Petty squabbles like I see on the rest of this thread is a reason why a hobby that I liked has become something I am starting to hate. Crap like this stresses me out to the point that I want to start shooting up again. It's a hobby that you are suppose to enjoy.
i'm not sure what about this thread is stressing you out: from my perspective, it's one of the most useful threads i've seen recently on any of the
IE boards i go to.
But this hinges on the idea that game content IS there to be modded. For NWN or UT2004, both marketted as modding platforms, this might be true, but it seems most unlikely in the case of BG2. It seems, therefore, to come down to whether the creator has any objection to their content being altered.
indeed. and we can safely imply that bioware have no objection (at the present time) cos there's many years of
BG/
BG2 modding already done - their past lack of complaints makes it a reasonable assumption they won't complain in the present. they may well have a brain-spasm and issue cease-and-desist orders in the future, but until then, implied consent is a valid presumption.
Whatever the case here, I find this discussion to be very helpful. I will probably spend the next year or so finishing my TC and it would be very discouraging to know that Bioware could stop me at any time.
even if they did have a brain-spasm, they not likely to get ownership of other ppl's work. there was a case earlier this year, which i've been trying unsuccessfully to find, where what we might call a primary copyright owner successfully sued a secondary copyright owner for ownership of all materials made using the primary material, but this is the only one i can think of (and it was a commercial case too, not a modding related case). it's more like, in the unlikely event that bioware ever cracked the shits with modding communities, that they'd pull a paramount;
ie, require us to stop making publicly available unauthorised material making use of their (bioware's) intellectual property. so yes: we could still distribute via IRC

.
If I don't lock my house, you don't have "implicit permission" to help yourself to what's in my fridge. (or, if you want to extend the analogy, if I don't call the cops on you just because I notice that your recycling bin has my cans of Coke in it--because it's not worth my time to summon a grand jury over it, irk me though it may.)
yr example misunderstands the basic distinction between real property and intelletual prperty. in brief:
- real property: is finite and scarce. so if i drink yr coke, you can't.
- intellectual property: is non-finite and non-scarce. if i modify yr mod, it doesn't reduce yr ability to use yr mod.
to quote more from a recent lawrence lessig article (available in full
here):
software in particular, and knowledge in general, is not like food: when I reveal to you how best to install Word on your computer, I don?t lose that ability myself.
the whole point of intellectual property law is to make IP scarce under specific conditions, usually as a means to encourage innovation. the upshot of all of which is, yes, we're infringing bioware's IP rights, but in light of their previous practice, and until such time as they revoke this permission, we can safely presume implied consent.
so, whilst i would wish to agree with jc (one of the main things you have to learn as a grad student is how to divorce yrself from yr work and from criticisms of that work) that:
I still say, if you publish it for the game, it is part of the game and, therefore, fair game for further modification. That has always been my policy about my own work and it is my policy about anybody else's, even though I typically don't, in fact, avail myself of the opportunity to mess with other mods (see the Solaufein "objections" I have created, which neither add nor modify Solaufein content.)
i can't - and i wonder how much you agree with it yrself, jc, given, as you say, you don't generally avail yrself of the opportunity? and i can't agree with it, because the injunction to contact the author of a mod prior to altering their work is not just a question of politness, it's at the heart of the question 'why do we mod?' - and that, as i said earlier in this thread, is in part because modding is a collaborative practice.
even when practiced entirely by individuals working alone, it's collaborative - as the process of bug-hunting, bug-fixing and compatability-ensuring demonstrates. because it's collaborative, we release bug-fixes and updated versions, we chastise ppl - like the infamous script troll - who claim other ppl's work as their own, and we look down upon ppl who abandon mods, dump unfinished mods into the community, or fail to address known bugs and issues in their mods. all of these things are part and parcel of collaborative working: they're esssentially a form of quality assurance.
all of which gets me back round to my initial point: that it's necessary, and not merely polite, to consult/ inform/ get permission from authors of existing material prior to altering it - because informed and willing consent is a basic premise of any collaborative enterprise.
Edited by seanas, 31 August 2005 - 06:23 AM.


• What to do:
The records that follow are to be reproduced exactly. Any pictures in them are left out.

• Provided material:
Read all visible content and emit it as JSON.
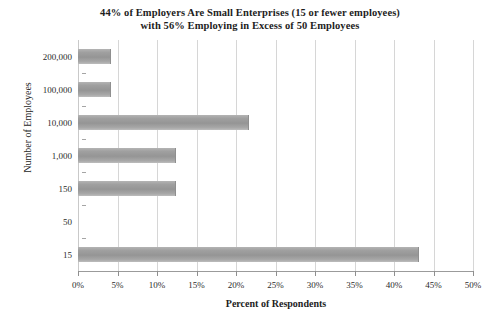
{
  "chart_data": {
    "type": "bar",
    "orientation": "horizontal",
    "title": "44% of Employers Are Small Enterprises (15 or fewer employees)",
    "title_line2": "with 56% Employing in Excess of 50 Employees",
    "xlabel": "Percent of Respondents",
    "ylabel": "Number of Employees",
    "categories": [
      "200,000",
      "100,000",
      "10,000",
      "1,000",
      "150",
      "50",
      "15"
    ],
    "values": [
      4,
      4,
      21.5,
      12.3,
      12.3,
      0,
      43
    ],
    "xlim": [
      0,
      50
    ],
    "xticks": [
      0,
      5,
      10,
      15,
      20,
      25,
      30,
      35,
      40,
      45,
      50
    ],
    "xtick_labels": [
      "0%",
      "5%",
      "10%",
      "15%",
      "20%",
      "25%",
      "30%",
      "35%",
      "40%",
      "45%",
      "50%"
    ],
    "grid": "vertical",
    "legend": "none",
    "bar_color": "#9b9b9b",
    "grid_color": "#d6d6d6",
    "axis_color": "#9b9b9b",
    "background": "#ffffff"
  }
}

• Response to this task:
Read all visible content and emit it as JSON.
{
  "chart_data": {
    "type": "bar",
    "orientation": "horizontal",
    "title": "44% of Employers Are Small Enterprises (15 or fewer employees)",
    "title_line2": "with 56% Employing in Excess of 50 Employees",
    "xlabel": "Percent of Respondents",
    "ylabel": "Number of Employees",
    "categories": [
      "200,000",
      "100,000",
      "10,000",
      "1,000",
      "150",
      "50",
      "15"
    ],
    "values": [
      4,
      4,
      21.5,
      12.3,
      12.3,
      0,
      43
    ],
    "xlim": [
      0,
      50
    ],
    "xticks": [
      0,
      5,
      10,
      15,
      20,
      25,
      30,
      35,
      40,
      45,
      50
    ],
    "xtick_labels": [
      "0%",
      "5%",
      "10%",
      "15%",
      "20%",
      "25%",
      "30%",
      "35%",
      "40%",
      "45%",
      "50%"
    ],
    "grid": "vertical",
    "legend": "none",
    "bar_color": "#9b9b9b",
    "grid_color": "#d6d6d6",
    "axis_color": "#9b9b9b",
    "background": "#ffffff"
  }
}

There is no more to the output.